Here’s a quick example of I’m trying to do and the error I’m getting:
for symbol in itertools.product(list_a, repeat=8):
list_b.append(symbol)
I’m also afterwards excluding combinations from that list like so:
for combination in list_b:
valid_b = True
for symbols in range(len(list_exclude)):
if list_exclude[symbols] in combination:
valid_b = False
else:
pass
if valid_b:
new_list.append(combination)
I’ve heard somehow chunking the process might help, not sure how that could be done here though.
I’m using multiprocessing for this as well.

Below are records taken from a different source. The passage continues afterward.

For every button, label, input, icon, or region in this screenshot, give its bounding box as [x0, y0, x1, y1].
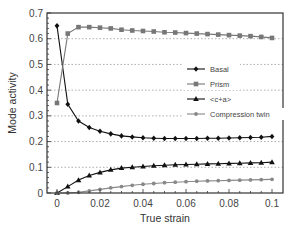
x-tick-label: 0 [54, 198, 60, 209]
data-point-prism [98, 25, 103, 30]
data-point-prism [130, 28, 135, 33]
data-point-prism [162, 30, 167, 35]
data-point-prism [259, 35, 264, 40]
data-point-prism [270, 36, 275, 41]
y-tick-label: 0 [37, 188, 43, 199]
data-point-prism [108, 26, 113, 31]
data-point-prism [65, 31, 70, 36]
data-point-compression-twin [141, 182, 145, 186]
legend-marker-compression-twin [194, 112, 198, 116]
data-point-compression-twin [184, 180, 188, 184]
data-point-basal [55, 23, 60, 29]
data-point-basal [98, 128, 103, 134]
y-tick-label: 0.2 [29, 136, 43, 147]
data-point-basal [173, 136, 178, 142]
data-point-prism [151, 29, 156, 34]
data-point-compression-twin [238, 178, 242, 182]
data-point-prism [173, 30, 178, 35]
data-point-basal [119, 133, 124, 139]
data-point-compression-twin [259, 178, 263, 182]
data-point-prism [87, 25, 92, 30]
data-point-basal [227, 135, 232, 141]
data-point-basal [151, 135, 156, 141]
legend-label-basal: Basal [210, 65, 229, 74]
y-tick-label: 0.3 [29, 110, 43, 121]
data-point-basal [259, 134, 264, 140]
data-point-compression-twin [206, 179, 210, 183]
data-point-prism [55, 101, 60, 106]
data-point-basal [248, 135, 253, 141]
legend-label-prism: Prism [210, 80, 229, 89]
y-tick-label: 0.6 [29, 33, 43, 44]
x-tick-label: 0.06 [176, 198, 196, 209]
data-point-basal [130, 134, 135, 140]
legend-label-c-a: <c+a> [210, 95, 232, 104]
data-point-compression-twin [227, 179, 231, 183]
data-point-compression-twin [109, 186, 113, 190]
y-axis-label: Mode activity [6, 72, 18, 134]
y-tick-label: 0.7 [29, 8, 43, 19]
data-point-prism [237, 33, 242, 38]
data-point-prism [119, 27, 124, 32]
data-point-basal [162, 136, 167, 142]
data-point-compression-twin [270, 177, 274, 181]
data-point-compression-twin [173, 180, 177, 184]
data-point-basal [194, 136, 199, 142]
data-point-prism [184, 31, 189, 36]
y-tick-label: 0.5 [29, 59, 43, 70]
data-point-prism [248, 34, 253, 39]
data-point-prism [216, 32, 221, 37]
data-point-compression-twin [152, 182, 156, 186]
data-point-compression-twin [249, 178, 253, 182]
data-point-compression-twin [163, 181, 167, 185]
data-point-prism [76, 25, 81, 30]
legend: BasalPrism<c+a>Compression twin [183, 63, 291, 120]
mode-activity-chart: 00.020.040.060.080.1 00.10.20.30.40.50.6… [0, 0, 294, 235]
x-tick-label: 0.02 [90, 198, 110, 209]
grid-lines [47, 39, 283, 168]
y-tick-label: 0.1 [29, 162, 43, 173]
data-point-prism [141, 29, 146, 34]
legend-label-compression-twin: Compression twin [210, 110, 270, 119]
data-point-basal [270, 134, 275, 140]
data-point-compression-twin [216, 179, 220, 183]
data-point-basal [216, 135, 221, 141]
data-point-compression-twin [195, 179, 199, 183]
data-point-compression-twin [120, 185, 124, 189]
x-axis-label: True strain [140, 212, 190, 224]
data-point-basal [237, 135, 242, 141]
x-tick-label: 0.04 [133, 198, 153, 209]
data-point-c-a [269, 159, 275, 164]
data-point-compression-twin [130, 183, 134, 187]
x-tick-label: 0.08 [219, 198, 239, 209]
data-point-basal [108, 131, 113, 137]
data-point-prism [205, 32, 210, 37]
y-tick-label: 0.4 [29, 85, 43, 96]
data-point-basal [87, 125, 92, 131]
y-tick-labels: 00.10.20.30.40.50.60.7 [29, 8, 43, 199]
data-point-basal [184, 136, 189, 142]
x-tick-labels: 00.020.040.060.080.1 [54, 198, 279, 209]
data-point-prism [227, 33, 232, 38]
data-point-basal [205, 135, 210, 141]
x-tick-label: 0.1 [265, 198, 279, 209]
data-point-basal [141, 135, 146, 141]
legend-marker-prism [194, 82, 199, 87]
data-point-prism [194, 31, 199, 36]
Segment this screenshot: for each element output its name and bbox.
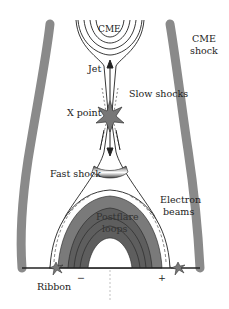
electron-beams-label-1: Electron xyxy=(160,194,201,205)
plus-polarity: + xyxy=(158,272,166,283)
x-point-label: X point xyxy=(67,107,102,118)
minus-polarity: − xyxy=(77,272,85,283)
slow-shocks-label: Slow shocks xyxy=(129,88,188,99)
cme-shock-label-2: shock xyxy=(190,45,218,56)
ribbon-label: Ribbon xyxy=(37,281,71,292)
cme-label: CME xyxy=(98,24,121,35)
jet-label: Jet xyxy=(88,63,101,74)
cme-shock-left xyxy=(21,24,50,268)
electron-beams-label-2: beams xyxy=(163,206,194,217)
postflare-label-2: loops xyxy=(102,223,127,234)
postflare-label-1: Postflare xyxy=(96,211,139,222)
cme-shock-label-1: CME xyxy=(192,33,216,44)
cme-shock-right xyxy=(170,24,200,268)
fast-shock-label: Fast shock xyxy=(50,168,101,179)
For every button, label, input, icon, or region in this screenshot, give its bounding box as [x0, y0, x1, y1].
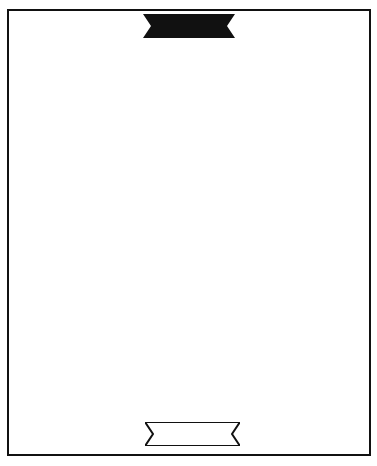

When I run it I get “MemoryError”
How would you go about it?
Don't pre-compute anything, especially not the first full list:
def symbols(lst, exclude):
for symbol in map(''.join, itertools.product(lst, repeat=8)):
if any(map(symbol.__contains__, exclude)):
continue
yield symbol
Now use the generator as you need to lazily evaluate the elements. Keep in mind that since it's pre-filtering the data, even list(symbols(list_a, list_exclude)) will he much cheaper than what you originally wrote.
Here is a breakdown of what happens:
itertools.product is a generator. That means that it produces an output without retaining a reference to any previous items. Each element it returns is a tuple containing some combination of the input elements.
Since you want to compare strings, you need to convert the tuples. Hence, ''.join. Mapping it onto each of the tuples that itertools.product produces converts those elements into strings. For example:
>>> ''.join(('$', '$', '&', '&', '♀', '#', '%', '$'))
'$$&&♀#%$'
Filtering each symbol thus created can be done by checking if any of the items in excludes are contained in it. You can do this with something like
[ex in symbol for ex in exclude]
The operation ... in symbol is implemented via the magic method symbol.__contains__. You can therefore map that method to every element of exclude.
Since the first element of exclude that is contained in symbol invalidates it, you don't need to check the remainder. This is called short-circuiting, and is implemented in the any function. Notice that because map is a generator, the remaining elements will actually not be computed once a match is found. This is different from using a list comprehension, which pre-computed all the elements.
Putting yield into your function turns it into a generator function. That means that when you call symbols(...), it returns a generator object that you can iterate over. This object does not pre-compute anything until you call next on it. So if you write the data to a file (for example), only the current result will be in memory at once. It may take a long time to write out a large number of results but your memory usage should not spike at all from it.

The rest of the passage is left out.